Move from youth empowerment to youth investments – AfDB boss told African leaders

Move from youth empowerment to youth investments – AfDB boss told African leaders

The President of African Development Bank (AfDB), Akinwumi Adesina, challenged governments in Africa to play a leading role in providing jobs for Africans, saying it was time for African governments to begin to shift from youth empowerment to youth investment.

Adesina who was speaking over the weekend at the 5th Tony Elumelu African Entrepreneurship forum in Lagos, Nigeria, delivered a clarion call to global investors, political leaders and the business community “to put capital at risk for the young people of Africa”. The current market system does not provide financing to Africans, he deplored.

He said some governments are not playing their roles properly and that’s why “we are producing so many people that are just jobless”.

 

Adesina proposed the establishment of youth entrepreneurship and investment banks to meet the growing and urgent needs of youth entrepreneurs. “A bank you can walk into where they see assets not liabilities, where they have faith and confidence in young people,” he said. He also called for the de-risking of loans to youth businesses.

Over 5000 entrepreneurs, global business leaders and Heads of State, including the presidents of Senegal, Congo, and Rwanda took part in the forum.

Other leaders include the Nigerian vice president Yemi Osinbajo, Nigerian First Lady Aisha Buhari, Guinean First Lady Djena Kaba Conde, Malian First Lady Keita Aminata Maiga, Ugandan Prime Minister Ruhakana Rugunda among others.

Tony O. Elumelu, founder of the Tony Elumelu Foundation, reiterated the urgency in creating jobs on the continent to catalyze Africa’s development.

 

He said, “Extremism is a product of poverty and joblessness. Poverty anywhere is a threat to everyone everywhere,” he said. “If our leaders understand the reason and rationale for our youths to succeed, they will do everything they can to support them.”

 

Elumelu also reiterated the role of technology as a key enabler in accelerating development, citing TEFConnect, the digital networking platform for African entrepreneurs launched by the Tony Elumelu Foundation in 2018.

Tony O. Elumelu founded the Tony Elumelu Foundation (TEF) in 2010 to remove the obstacles that Africa’s entrepreneurs face as they grow and develop their start-ups into small and medium enterprises (SMEs) and their SMEs into national growth companies, and in turn their national growth companies into African multinationals.

 

The TEF entrepreneurship program aligns with the goals of the African Development Bank, whose Jobs for Youth in Africa Strategy aims to support African countries to create 25 million jobs and empower 50 million young people by 2025.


■ What you should do ■
Exact copy, no pictures: restate each entry below word for word.

Records drawn from a dataset
---*---

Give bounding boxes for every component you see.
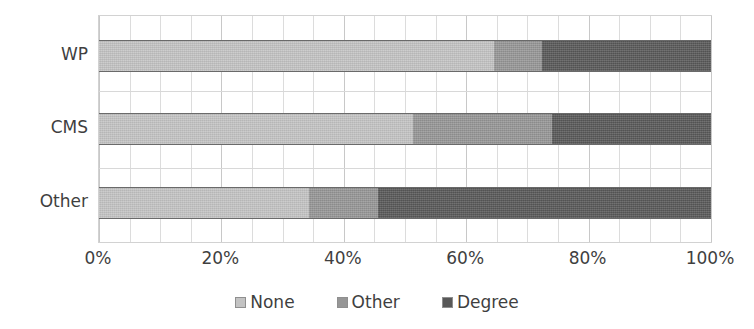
legend-label: Other (352, 292, 400, 312)
bar-segment-degree (552, 113, 711, 145)
y-axis-label-cms: CMS (8, 119, 88, 136)
bar-row (99, 187, 711, 219)
gridline-horizontal (99, 91, 711, 92)
bar-row (99, 40, 711, 72)
bar-segment-other (494, 40, 542, 72)
chart-legend: NoneOtherDegree (0, 292, 754, 312)
bar-segment-none (99, 187, 309, 219)
gridline-vertical (711, 16, 712, 242)
x-axis-tick-40: 40% (303, 250, 383, 267)
bar-segment-degree (378, 187, 711, 219)
bar-segment-other (413, 113, 552, 145)
x-axis-tick-60: 60% (425, 250, 505, 267)
legend-swatch-icon (442, 297, 453, 308)
x-axis-tick-100: 100% (670, 250, 750, 267)
legend-swatch-icon (337, 297, 348, 308)
legend-item-other[interactable]: Other (337, 292, 400, 312)
bar-segment-none (99, 113, 413, 145)
legend-item-degree[interactable]: Degree (442, 292, 519, 312)
bar-segment-none (99, 40, 494, 72)
legend-swatch-icon (235, 297, 246, 308)
bar-row (99, 113, 711, 145)
bar-segment-degree (542, 40, 711, 72)
y-axis-label-wp: WP (8, 46, 88, 63)
x-axis-tick-80: 80% (548, 250, 628, 267)
stacked-bar-chart: WPCMSOther 0%20%40%60%80%100% NoneOtherD… (0, 0, 754, 329)
legend-label: None (250, 292, 294, 312)
plot-area (98, 15, 712, 243)
x-axis-tick-20: 20% (180, 250, 260, 267)
legend-label: Degree (457, 292, 519, 312)
y-axis-label-other: Other (8, 193, 88, 210)
legend-item-none[interactable]: None (235, 292, 294, 312)
x-axis-tick-0: 0% (58, 250, 138, 267)
bar-segment-other (309, 187, 378, 219)
gridline-horizontal (99, 168, 711, 169)
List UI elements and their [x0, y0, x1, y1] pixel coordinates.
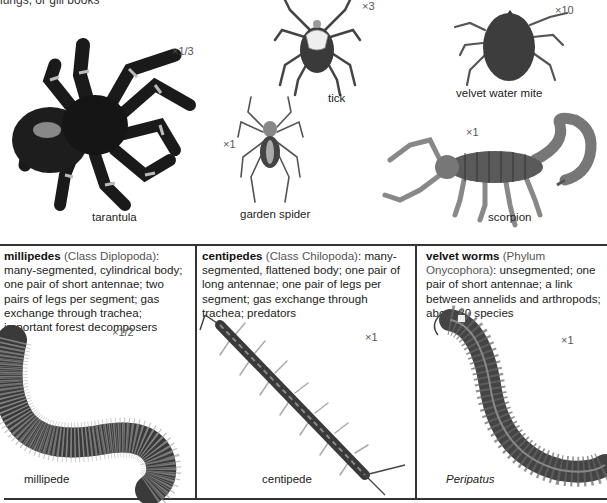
tick-label: tick: [328, 92, 345, 104]
millipedes-class: (Class Diplopoda): [64, 249, 156, 262]
scorpion-scale: ×1: [466, 126, 479, 138]
tarantula-illustration: [5, 25, 195, 210]
millipede-label: millipede: [24, 473, 69, 485]
millipede-illustration: [0, 330, 195, 495]
tick-illustration: [270, 0, 365, 95]
centipedes-title: centipedes: [202, 249, 263, 262]
top-divider: [0, 244, 607, 246]
velvet-water-mite-illustration: [455, 5, 570, 90]
garden-spider-scale: ×1: [223, 138, 236, 150]
centipedes-class: (Class Chilopoda): [266, 249, 358, 262]
column-divider-1: [195, 244, 197, 499]
peripatus-label: Peripatus: [446, 473, 495, 485]
cut-off-caption: lungs, or gill books: [0, 0, 99, 7]
velvet-water-mite-scale: ×10: [555, 4, 574, 16]
centipede-illustration: [200, 305, 410, 500]
tarantula-scale: ×1/3: [172, 45, 194, 57]
millipedes-description: millipedes (Class Diplopoda): many-segme…: [4, 249, 192, 334]
millipedes-title: millipedes: [4, 249, 61, 262]
column-divider-2: [415, 244, 417, 499]
scorpion-label: scorpion: [488, 211, 531, 223]
tick-scale: ×3: [362, 0, 375, 12]
peripatus-illustration: [430, 305, 607, 495]
velvet-worms-title: velvet worms: [426, 249, 499, 262]
tarantula-label: tarantula: [92, 211, 137, 223]
garden-spider-illustration: [233, 97, 308, 207]
velvet-water-mite-label: velvet water mite: [456, 87, 542, 99]
centipede-label: centipede: [262, 473, 312, 485]
garden-spider-label: garden spider: [240, 208, 310, 220]
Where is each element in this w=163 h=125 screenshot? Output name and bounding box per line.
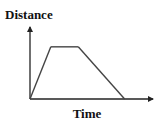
line-segment-1 xyxy=(30,47,51,99)
y-axis-label: Distance xyxy=(5,7,53,22)
x-axis-label: Time xyxy=(73,106,102,121)
line-segment-3 xyxy=(78,47,124,99)
distance-time-graph: Distance Time xyxy=(0,0,163,125)
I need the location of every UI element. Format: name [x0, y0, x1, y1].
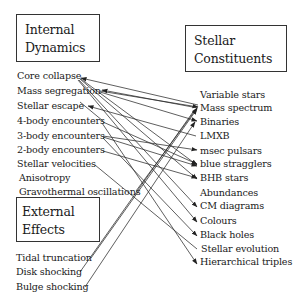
stellar-constituents-box: Stellar Constituents	[185, 25, 287, 72]
internal-item-2-body-encounters: 2-body encounters	[17, 144, 105, 155]
stellar-constituents-title-line1: Stellar	[194, 32, 235, 49]
external-item-bulge-shocking: Bulge shocking	[16, 281, 89, 292]
internal-item-anisotropy: Anisotropy	[19, 172, 70, 183]
internal-dynamics-title-line2: Dynamics	[25, 39, 85, 56]
stellar-item-binaries: Binaries	[200, 116, 239, 127]
stellar-item-stellar-evolution: Stellar evolution	[201, 243, 279, 254]
external-effects-box: External Effects	[16, 197, 100, 242]
internal-item-gravothermal-oscillations: Gravothermal oscillations	[19, 186, 140, 197]
internal-item-mass-segregation: Mass segregation	[17, 85, 101, 96]
stellar-item-colours: Colours	[200, 215, 237, 226]
external-item-disk-shocking: Disk shocking	[16, 266, 82, 277]
stellar-item-hierarchical-triples: Hierarchical triples	[200, 256, 292, 267]
stellar-item-blue-stragglers: blue stragglers	[200, 158, 272, 169]
stellar-item-mass-spectrum: Mass spectrum	[200, 102, 272, 113]
stellar-item-msec-pulsars: msec pulsars	[200, 145, 262, 156]
stellar-constituents-title-line2: Constituents	[194, 50, 272, 67]
stellar-item-lmxb: LMXB	[200, 130, 229, 141]
diagram-canvas: Internal Dynamics Core collapse Mass seg…	[0, 0, 300, 300]
internal-item-core-collapse: Core collapse	[17, 70, 81, 81]
internal-item-3-body-encounters: 3-body encounters	[17, 130, 105, 141]
internal-item-4-body-encounters: 4-body encounters	[17, 115, 105, 126]
external-effects-title-line2: Effects	[22, 221, 65, 238]
external-effects-title-line1: External	[22, 203, 74, 220]
stellar-item-cm-diagrams: CM diagrams	[200, 200, 264, 211]
stellar-item-abundances: Abundances	[200, 187, 258, 198]
internal-dynamics-box: Internal Dynamics	[16, 14, 100, 62]
external-item-tidal-truncation: Tidal truncation	[16, 252, 92, 263]
stellar-item-black-holes: Black holes	[200, 229, 254, 240]
internal-item-stellar-escape: Stellar escape	[17, 100, 84, 111]
stellar-item-bhb-stars: BHB stars	[200, 172, 248, 183]
internal-item-stellar-velocities: Stellar velocities	[17, 158, 96, 169]
internal-dynamics-title-line1: Internal	[25, 21, 74, 38]
stellar-item-variable-stars: Variable stars	[200, 89, 265, 100]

---*---

■ Task answer ■
Give bounding boxes for every component you see.
legend-label: Other (352, 292, 400, 312)
bar-segment-degree (552, 113, 711, 145)
y-axis-label-cms: CMS (8, 119, 88, 136)
bar-row (99, 187, 711, 219)
gridline-horizontal (99, 91, 711, 92)
bar-row (99, 40, 711, 72)
bar-segment-other (494, 40, 542, 72)
chart-legend: NoneOtherDegree (0, 292, 754, 312)
bar-segment-none (99, 187, 309, 219)
gridline-vertical (711, 16, 712, 242)
x-axis-tick-40: 40% (303, 250, 383, 267)
bar-segment-degree (378, 187, 711, 219)
bar-segment-other (413, 113, 552, 145)
x-axis-tick-60: 60% (425, 250, 505, 267)
legend-swatch-icon (442, 297, 453, 308)
x-axis-tick-100: 100% (670, 250, 750, 267)
legend-swatch-icon (337, 297, 348, 308)
legend-item-other[interactable]: Other (337, 292, 400, 312)
bar-segment-none (99, 113, 413, 145)
legend-item-degree[interactable]: Degree (442, 292, 519, 312)
bar-segment-none (99, 40, 494, 72)
legend-swatch-icon (235, 297, 246, 308)
bar-row (99, 113, 711, 145)
bar-segment-degree (542, 40, 711, 72)
y-axis-label-wp: WP (8, 46, 88, 63)
x-axis-tick-80: 80% (548, 250, 628, 267)
stacked-bar-chart: WPCMSOther 0%20%40%60%80%100% NoneOtherD… (0, 0, 754, 329)
legend-label: None (250, 292, 294, 312)
plot-area (98, 15, 712, 243)
x-axis-tick-20: 20% (180, 250, 260, 267)
legend-label: Degree (457, 292, 519, 312)
y-axis-label-other: Other (8, 193, 88, 210)
legend-item-none[interactable]: None (235, 292, 294, 312)
x-axis-tick-0: 0% (58, 250, 138, 267)
bar-segment-other (309, 187, 378, 219)
gridline-horizontal (99, 168, 711, 169)
List UI elements and their [x0, y0, x1, y1] pixel coordinates.
tick-label: tick: [328, 92, 345, 104]
millipedes-class: (Class Diplopoda): [64, 249, 156, 262]
scorpion-scale: ×1: [466, 126, 479, 138]
tarantula-illustration: [5, 25, 195, 210]
millipede-label: millipede: [24, 473, 69, 485]
millipede-illustration: [0, 330, 195, 495]
tick-illustration: [270, 0, 365, 95]
centipedes-title: centipedes: [202, 249, 263, 262]
top-divider: [0, 244, 607, 246]
velvet-water-mite-illustration: [455, 5, 570, 90]
garden-spider-scale: ×1: [223, 138, 236, 150]
centipedes-class: (Class Chilopoda): [266, 249, 358, 262]
column-divider-1: [195, 244, 197, 499]
peripatus-label: Peripatus: [446, 473, 495, 485]
cut-off-caption: lungs, or gill books: [0, 0, 99, 7]
velvet-water-mite-scale: ×10: [555, 4, 574, 16]
centipede-illustration: [200, 305, 410, 500]
tarantula-scale: ×1/3: [172, 45, 194, 57]
millipedes-description: millipedes (Class Diplopoda): many-segme…: [4, 249, 192, 334]
millipedes-title: millipedes: [4, 249, 61, 262]
column-divider-2: [415, 244, 417, 499]
scorpion-label: scorpion: [488, 211, 531, 223]
tick-scale: ×3: [362, 0, 375, 12]
peripatus-illustration: [430, 305, 607, 495]
velvet-worms-title: velvet worms: [426, 249, 499, 262]
tarantula-label: tarantula: [92, 211, 137, 223]
garden-spider-illustration: [233, 97, 308, 207]
velvet-water-mite-label: velvet water mite: [456, 87, 542, 99]
centipede-label: centipede: [262, 473, 312, 485]
garden-spider-label: garden spider: [240, 208, 310, 220]
Where is each element in this w=163 h=125 screenshot? Output name and bounding box per line.
line-segment-1 xyxy=(30,47,51,99)
y-axis-label: Distance xyxy=(5,7,53,22)
x-axis-label: Time xyxy=(73,106,102,121)
line-segment-3 xyxy=(78,47,124,99)
distance-time-graph: Distance Time xyxy=(0,0,163,125)
I need the location of every UI element. Format: name [x0, y0, x1, y1].
stellar-constituents-box: Stellar Constituents	[185, 25, 287, 72]
internal-item-2-body-encounters: 2-body encounters	[17, 144, 105, 155]
stellar-constituents-title-line1: Stellar	[194, 32, 235, 49]
external-item-bulge-shocking: Bulge shocking	[16, 281, 89, 292]
internal-item-anisotropy: Anisotropy	[19, 172, 70, 183]
internal-dynamics-title-line2: Dynamics	[25, 39, 85, 56]
stellar-item-binaries: Binaries	[200, 116, 239, 127]
stellar-item-stellar-evolution: Stellar evolution	[201, 243, 279, 254]
external-effects-box: External Effects	[16, 197, 100, 242]
internal-item-gravothermal-oscillations: Gravothermal oscillations	[19, 186, 140, 197]
internal-item-mass-segregation: Mass segregation	[17, 85, 101, 96]
stellar-item-colours: Colours	[200, 215, 237, 226]
external-item-disk-shocking: Disk shocking	[16, 266, 82, 277]
stellar-item-hierarchical-triples: Hierarchical triples	[200, 256, 292, 267]
stellar-item-blue-stragglers: blue stragglers	[200, 158, 272, 169]
stellar-item-mass-spectrum: Mass spectrum	[200, 102, 272, 113]
stellar-item-msec-pulsars: msec pulsars	[200, 145, 262, 156]
stellar-constituents-title-line2: Constituents	[194, 50, 272, 67]
stellar-item-lmxb: LMXB	[200, 130, 229, 141]
diagram-canvas: Internal Dynamics Core collapse Mass seg…	[0, 0, 300, 300]
internal-item-core-collapse: Core collapse	[17, 70, 81, 81]
internal-item-3-body-encounters: 3-body encounters	[17, 130, 105, 141]
internal-item-4-body-encounters: 4-body encounters	[17, 115, 105, 126]
external-effects-title-line2: Effects	[22, 221, 65, 238]
external-effects-title-line1: External	[22, 203, 74, 220]
stellar-item-cm-diagrams: CM diagrams	[200, 200, 264, 211]
stellar-item-abundances: Abundances	[200, 187, 258, 198]
internal-dynamics-box: Internal Dynamics	[16, 14, 100, 62]
external-item-tidal-truncation: Tidal truncation	[16, 252, 92, 263]
stellar-item-black-holes: Black holes	[200, 229, 254, 240]
internal-item-stellar-escape: Stellar escape	[17, 100, 84, 111]
stellar-item-bhb-stars: BHB stars	[200, 172, 248, 183]
internal-item-stellar-velocities: Stellar velocities	[17, 158, 96, 169]
internal-dynamics-title-line1: Internal	[25, 21, 74, 38]
stellar-item-variable-stars: Variable stars	[200, 89, 265, 100]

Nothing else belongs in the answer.